Bilawal Bhutto Zardari has questioned Pakistan’s inaction against groups that attack other nations, delivering a stinging rebuke of his country’s government.
Bilawal, the son of former Pakistan Prime Minister Benazir Bhutto, was speaking to reporters at the Sindh Assembly on Wednesday.

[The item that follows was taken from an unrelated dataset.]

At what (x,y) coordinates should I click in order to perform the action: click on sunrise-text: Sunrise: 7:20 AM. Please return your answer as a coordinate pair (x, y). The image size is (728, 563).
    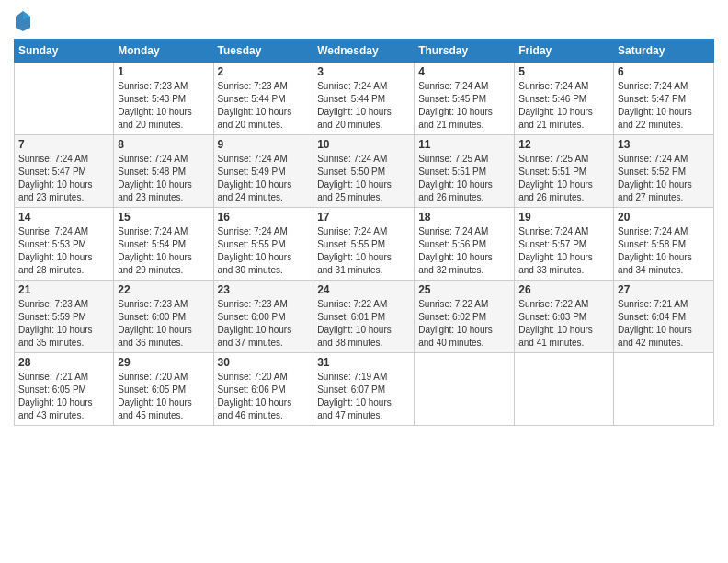
    Looking at the image, I should click on (164, 377).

A top opposition leader, he is the chairman of the Pakistan Peoples Party, or PPP.
He decried the contrast between the punishment given to his mother and his father — former Pakistan President Asif Ali Zardari — and the lack of action against groups that killed children in Pakistan and carried out attacks on foreign soil.
.@BBhuttoZardari: In #Pakistan a three time elected #primeminister is in jail but banned [#militant] organizations are free to commit #terror on our soil and other countries.

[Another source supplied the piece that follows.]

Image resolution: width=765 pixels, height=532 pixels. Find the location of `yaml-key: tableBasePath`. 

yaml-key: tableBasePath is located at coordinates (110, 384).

– Powerful msg from the #PPP chairman to the #military establishment and its selected govt pic.twitter.com/QOijTLQgiw
— Taha Siddiqui (@TahaSSiddiqui) March 13, 2019
Pakistan Prime Minister Imran Khan recently said no militant group would be allowed to operate from Pakistani soil to carry out attacks abroad, days after his government announced a crackdown against Islamist militant organisations.
Bilawal Bhutto has claimed there are at least three ministers from Imran Khan’s Pakistan Tehreek-e-Insaf party who have links to banned groups.
.@BBhuttoZardari puts forth 3 conditions for govt to fulfill to prove seriousness in implementing NAP:
1. Form Parliament's Nat'l Security Committee
2. Distance from past actions/statements in support of banned orgs
3. Remove 3 ministers who've had association w/ the said orgs pic.twitter.com/n7FsE3luyz— Maleeha Manzoor (@MaleehaManzoor) March 13, 2019
Ties between India and Pakistan have plummeted since a Jaish-e-Mohammed suicide bomber killed dozens of Indian paramilitary soldiers in southern Kashmir on February 14.
India carried out airstrikes on the terrorist group in Pakistan’s Khyber-Pakhtunkhwa province on February 26. A day later, New Delhi said it had thwarted an attempt by Pakistani warplanes to target its military installations.
China has now — once again — prevented a UN Security Council committee from blacklisting Masood Azhar, the head of Jaish-e-Mohammed.